What really clinches her award here, however, is that even when she’s helping Enzo out, Laura still manages to twist the knife. She makes her assistance contingent on Enzo’s not acknowledging his bastard son as a Ferrari until her death, in Dino’s honor. That’s hater shit on a level most Biopic Wives could never even dream of, and this is after she steals the bastard kid’s toy car! She’s an iconic Sicilian widow (Sicilianness unconfirmed) — wailing forever at the loss of her son while wearing all black. Enzo is never fully forgiven or emotionally supported, and Laura never leaves the shadows.
Best Basically Incomprehensible Dedication to a Husband — Vanessa Kirby as Empress Joséphine, Napoleon
Photo: Sony Pictures/Everett Collection
Napoleon, Ridley Scott’s underratedly weird film about the French emperor (Joaquin Phoenix) features a lot of baffling decisions, such as Napoleon being the only person with an American accent. But nothing is stranger than Empress Joséphine’s single-minded, utterly unexplained dedication to her ex-husband at the end of the film. Early on, she betrays him by sleeping with another man, but her “wife turn” comes soon after, and by the halfway point she has rededicated herself to their marriage (with some kinky sexual power plays in between). Then Napoleon divorces her because she cannot bear a son, and by the end of the movie, she lies in bed dying, repeating that Napoleon is coming back like a parrot that happens to have tuberculosis.
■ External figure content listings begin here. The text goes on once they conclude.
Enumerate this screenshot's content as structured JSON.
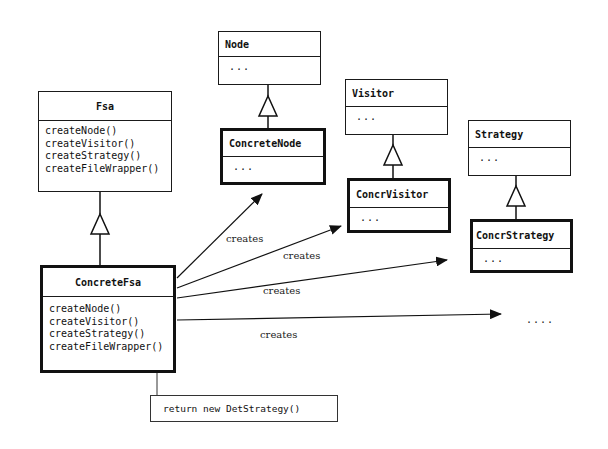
{
  "diagram": {
    "classes": {
      "fsa": {
        "name": "Fsa",
        "methods": [
          "createNode()",
          "createVisitor()",
          "createStrategy()",
          "createFileWrapper()"
        ]
      },
      "concrete_fsa": {
        "name": "ConcreteFsa",
        "methods": [
          "createNode()",
          "createVisitor()",
          "createStrategy()",
          "createFileWrapper()"
        ]
      },
      "node": {
        "name": "Node",
        "body": "..."
      },
      "concrete_node": {
        "name": "ConcreteNode",
        "body": "..."
      },
      "visitor": {
        "name": "Visitor",
        "body": "..."
      },
      "concr_visitor": {
        "name": "ConcrVisitor",
        "body": "..."
      },
      "strategy": {
        "name": "Strategy",
        "body": "..."
      },
      "concr_strategy": {
        "name": "ConcrStrategy",
        "body": "..."
      }
    },
    "relations": [
      {
        "from": "ConcreteFsa",
        "to": "ConcreteNode",
        "label": "creates"
      },
      {
        "from": "ConcreteFsa",
        "to": "ConcrVisitor",
        "label": "creates"
      },
      {
        "from": "ConcreteFsa",
        "to": "ConcrStrategy",
        "label": "creates"
      },
      {
        "from": "ConcreteFsa",
        "to": "...",
        "label": "creates"
      }
    ],
    "ellipsis": "....",
    "note": "return new DetStrategy()"
  }
}
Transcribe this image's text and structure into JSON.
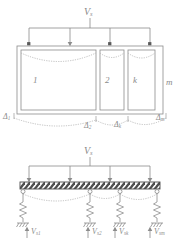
{
  "figure": {
    "type": "structural-mechanics-diagram",
    "stroke_color": "#8c8c8c",
    "dotted_color": "#b0b0b0",
    "hatch_color": "#4d4d4d",
    "background": "#ffffff"
  },
  "top_diagram": {
    "name": "multi-cell-frame",
    "load_label": "V",
    "load_label_sub": "s",
    "arrow_count": 4,
    "cells": [
      {
        "label": "1"
      },
      {
        "label": "2"
      },
      {
        "label": "k"
      }
    ],
    "outer_label": "m",
    "deflection_curves": 3
  },
  "deflection_labels": [
    {
      "symbol": "Δ",
      "sub": "1"
    },
    {
      "symbol": "Δ",
      "sub": "2"
    },
    {
      "symbol": "Δ",
      "sub": "k"
    },
    {
      "symbol": "Δ",
      "sub": "m"
    }
  ],
  "bottom_diagram": {
    "name": "equivalent-spring-model",
    "load_label": "V",
    "load_label_sub": "s",
    "arrow_count": 4,
    "beam": {
      "name": "hatched-rigid-beam",
      "hatched": true
    },
    "supports": 4,
    "springs": 4,
    "grounds": 4,
    "reactions": [
      {
        "symbol": "V",
        "sub": "s1"
      },
      {
        "symbol": "V",
        "sub": "s2"
      },
      {
        "symbol": "V",
        "sub": "sk"
      },
      {
        "symbol": "V",
        "sub": "sm"
      }
    ]
  }
}
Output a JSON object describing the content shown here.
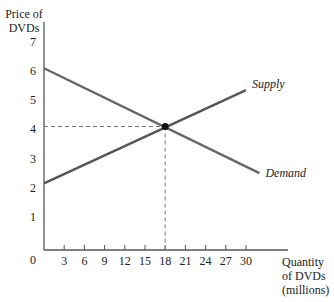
{
  "chart_data": {
    "type": "line",
    "title": "",
    "xlabel": "Quantity of DVDs (millions)",
    "ylabel": "Price of DVDs",
    "xlabel_lines": [
      "Quantity",
      "of DVDs",
      "(millions)"
    ],
    "ylabel_lines": [
      "Price of",
      "DVDs"
    ],
    "x_ticks": [
      3,
      6,
      9,
      12,
      15,
      18,
      21,
      24,
      27,
      30
    ],
    "y_ticks": [
      1,
      2,
      3,
      4,
      5,
      6,
      7
    ],
    "origin_label": "0",
    "xlim": [
      0,
      33
    ],
    "ylim": [
      0,
      7.3
    ],
    "grid": false,
    "series": [
      {
        "name": "Supply",
        "x": [
          0,
          30
        ],
        "y": [
          2.15,
          5.35
        ],
        "color": "#555555"
      },
      {
        "name": "Demand",
        "x": [
          0,
          32
        ],
        "y": [
          6.1,
          2.5
        ],
        "color": "#666666"
      }
    ],
    "equilibrium": {
      "x": 18,
      "y": 4.1,
      "marker": "dot",
      "dashed_guides": true
    },
    "annotations": [
      {
        "text": "Supply",
        "near": "end of supply line"
      },
      {
        "text": "Demand",
        "near": "end of demand line"
      }
    ]
  }
}
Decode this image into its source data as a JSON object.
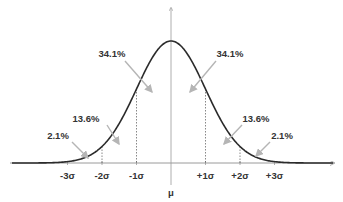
{
  "chart_data": {
    "type": "line",
    "title": "",
    "xlabel": "μ",
    "ylabel": "",
    "xlim": [
      -4.6,
      4.8
    ],
    "mean_label": "μ",
    "tick_labels": [
      {
        "x": -3,
        "label": "-3σ"
      },
      {
        "x": -2,
        "label": "-2σ"
      },
      {
        "x": -1,
        "label": "-1σ"
      },
      {
        "x": 1,
        "label": "+1σ"
      },
      {
        "x": 2,
        "label": "+2σ"
      },
      {
        "x": 3,
        "label": "+3σ"
      }
    ],
    "sigma_dividers": [
      -2,
      -1,
      1,
      2
    ],
    "regions": [
      {
        "from": -3,
        "to": -2,
        "label": "2.1%",
        "value": 2.1
      },
      {
        "from": -2,
        "to": -1,
        "label": "13.6%",
        "value": 13.6
      },
      {
        "from": -1,
        "to": 0,
        "label": "34.1%",
        "value": 34.1
      },
      {
        "from": 0,
        "to": 1,
        "label": "34.1%",
        "value": 34.1
      },
      {
        "from": 1,
        "to": 2,
        "label": "13.6%",
        "value": 13.6
      },
      {
        "from": 2,
        "to": 3,
        "label": "2.1%",
        "value": 2.1
      }
    ],
    "colors": {
      "curve": "#2b2b2b",
      "axis": "#9a9a9a",
      "arrow": "#b5b5b5",
      "divider": "#555555",
      "text": "#333333"
    }
  }
}
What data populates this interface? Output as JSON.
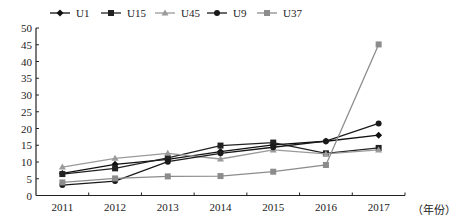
{
  "chart_data": {
    "type": "line",
    "title": "",
    "xlabel": "（年份）",
    "ylabel": "",
    "categories": [
      "2011",
      "2012",
      "2013",
      "2014",
      "2015",
      "2016",
      "2017"
    ],
    "ylim": [
      0,
      50
    ],
    "yticks": [
      0,
      5,
      10,
      15,
      20,
      25,
      30,
      35,
      40,
      45,
      50
    ],
    "grid": false,
    "legend_position": "top",
    "series": [
      {
        "name": "U1",
        "marker": "diamond",
        "color": "#111111",
        "values": [
          6.6,
          9.3,
          10.8,
          13.1,
          15.1,
          16.2,
          18.0
        ]
      },
      {
        "name": "U15",
        "marker": "square",
        "color": "#222222",
        "values": [
          6.4,
          8.1,
          11.2,
          14.9,
          15.8,
          12.6,
          14.2
        ]
      },
      {
        "name": "U45",
        "marker": "triangle",
        "color": "#9a9a9a",
        "values": [
          8.5,
          11.1,
          12.6,
          10.9,
          13.6,
          12.4,
          13.6
        ]
      },
      {
        "name": "U9",
        "marker": "circle",
        "color": "#1a1a1a",
        "values": [
          3.1,
          4.3,
          10.1,
          12.6,
          14.4,
          16.2,
          21.5
        ]
      },
      {
        "name": "U37",
        "marker": "square",
        "color": "#8c8c8c",
        "values": [
          3.9,
          5.1,
          5.7,
          5.8,
          7.1,
          9.1,
          45.1
        ]
      }
    ]
  }
}
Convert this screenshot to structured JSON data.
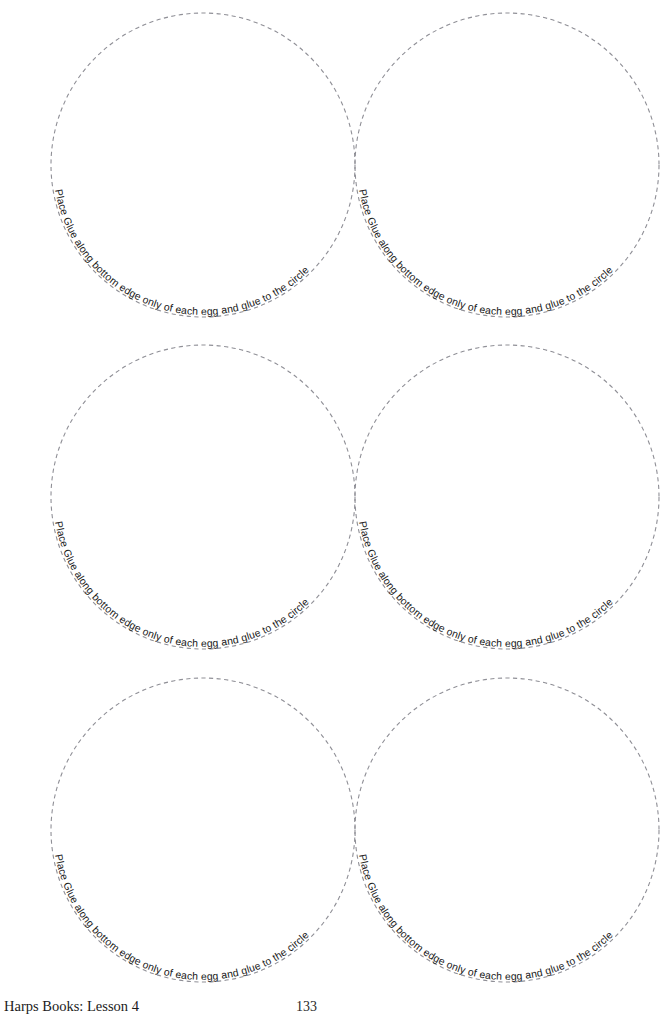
{
  "document": {
    "title": "Egg Gluing Circle Template Worksheet",
    "background_color": "#ffffff",
    "width": 660,
    "height": 1015
  },
  "instruction_text": "Place Glue along bottom edge only of each egg and glue to the circle",
  "colors": {
    "dash_stroke": "#8f8f96",
    "text": "#171717",
    "footer_text": "#1b1b1b",
    "page_background": "#ffffff"
  },
  "circles": [
    {
      "id": "circle-row1-left",
      "label": "Place Glue along bottom edge only of each egg and glue to the circle",
      "cx": 203,
      "cy": 165,
      "r": 152,
      "left": 51,
      "top": 13
    },
    {
      "id": "circle-row1-right",
      "label": "Place Glue along bottom edge only of each egg and glue to the circle",
      "cx": 507,
      "cy": 165,
      "r": 152,
      "left": 355,
      "top": 13
    },
    {
      "id": "circle-row2-left",
      "label": "Place Glue along bottom edge only of each egg and glue to the circle",
      "cx": 203,
      "cy": 497,
      "r": 152,
      "left": 51,
      "top": 345
    },
    {
      "id": "circle-row2-right",
      "label": "Place Glue along bottom edge only of each egg and glue to the circle",
      "cx": 507,
      "cy": 497,
      "r": 152,
      "left": 355,
      "top": 345
    },
    {
      "id": "circle-row3-left",
      "label": "Place Glue along bottom edge only of each egg and glue to the circle",
      "cx": 203,
      "cy": 830,
      "r": 152,
      "left": 51,
      "top": 678
    },
    {
      "id": "circle-row3-right",
      "label": "Place Glue along bottom edge only of each egg and glue to the circle",
      "cx": 507,
      "cy": 830,
      "r": 152,
      "left": 355,
      "top": 678
    }
  ],
  "footer": {
    "source": "Harps Books: Lesson 4",
    "page_number": "133"
  }
}
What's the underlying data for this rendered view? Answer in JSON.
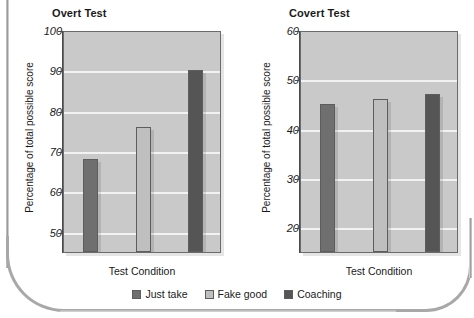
{
  "colors": {
    "just_take": "#6f6f6f",
    "fake_good": "#bfbfbf",
    "coaching": "#555555",
    "plot_background": "#c9c9c9",
    "gridline": "#f2f2f2",
    "axis": "#4a4a4a"
  },
  "legend": {
    "items": [
      {
        "label": "Just take",
        "color": "#6f6f6f"
      },
      {
        "label": "Fake good",
        "color": "#bfbfbf"
      },
      {
        "label": "Coaching",
        "color": "#555555"
      }
    ]
  },
  "chart_data": [
    {
      "type": "bar",
      "title": "Overt Test",
      "xlabel": "Test Condition",
      "ylabel": "Percentage of total possible score",
      "categories": [
        "Just take",
        "Fake good",
        "Coaching"
      ],
      "values": [
        68,
        76,
        90
      ],
      "ylim": [
        45,
        100
      ],
      "yticks": [
        50,
        60,
        70,
        80,
        90,
        100
      ],
      "grid": true,
      "legend_position": "bottom",
      "series": [
        {
          "name": "Just take",
          "values": [
            68
          ],
          "color": "#6f6f6f"
        },
        {
          "name": "Fake good",
          "values": [
            76
          ],
          "color": "#bfbfbf"
        },
        {
          "name": "Coaching",
          "values": [
            90
          ],
          "color": "#555555"
        }
      ]
    },
    {
      "type": "bar",
      "title": "Covert Test",
      "xlabel": "Test  Condition",
      "ylabel": "Percentage of total possible score",
      "categories": [
        "Just take",
        "Fake good",
        "Coaching"
      ],
      "values": [
        45,
        46,
        47
      ],
      "ylim": [
        15,
        60
      ],
      "yticks": [
        20,
        30,
        40,
        50,
        60
      ],
      "grid": true,
      "legend_position": "bottom",
      "series": [
        {
          "name": "Just take",
          "values": [
            45
          ],
          "color": "#6f6f6f"
        },
        {
          "name": "Fake good",
          "values": [
            46
          ],
          "color": "#bfbfbf"
        },
        {
          "name": "Coaching",
          "values": [
            47
          ],
          "color": "#555555"
        }
      ]
    }
  ]
}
In Napoleon, Joséphine is, shall we say, an enigma, initially presented as a schemer looking for stability for her family through her marriage to Napoleon, but the audience loses sight of her interiority soon after. It is entirely unclear when or why she becomes enthralled with Napoleon to the point of dedicating her final breaths to him. Scott has said the four-hour “director’s cut” of the film included a lot of Joséphine content that ended up on the cutting-room floor when he had to shorten it for theatrical release. Yet Napoleon wins this award because its supreme lack of perspective on its female lead reads as a stylistic choice. Josephine is so entirely illegible a character that it becomes impossible to look away from her. Who is this woman? Why is this woman? Napoleon has no answers.
Honorary Award for Never Being Mad at a Man at All, Actually — Shailene Woodley, Ferrari and Dumb Money
Photo-Illustration: Vulture
While movie Wives in 2023 were largely notable for their differing opinions on the Man in Their Lives, one woman managed to play not one but two utter doormats. Shailene Woodley, in both Ferrari and Dumb Money, is deeply understanding and supportive. Always — whether her man is married to someone else and refuses to publicly acknowledge their son as his own (as in Ferrari) or hyper-focusing his entire life on buying GameStop stock (as in Dumb Money). While this unfortunately does not qualify her for an actual BoB, her work is nonetheless seen and supported by the Academy.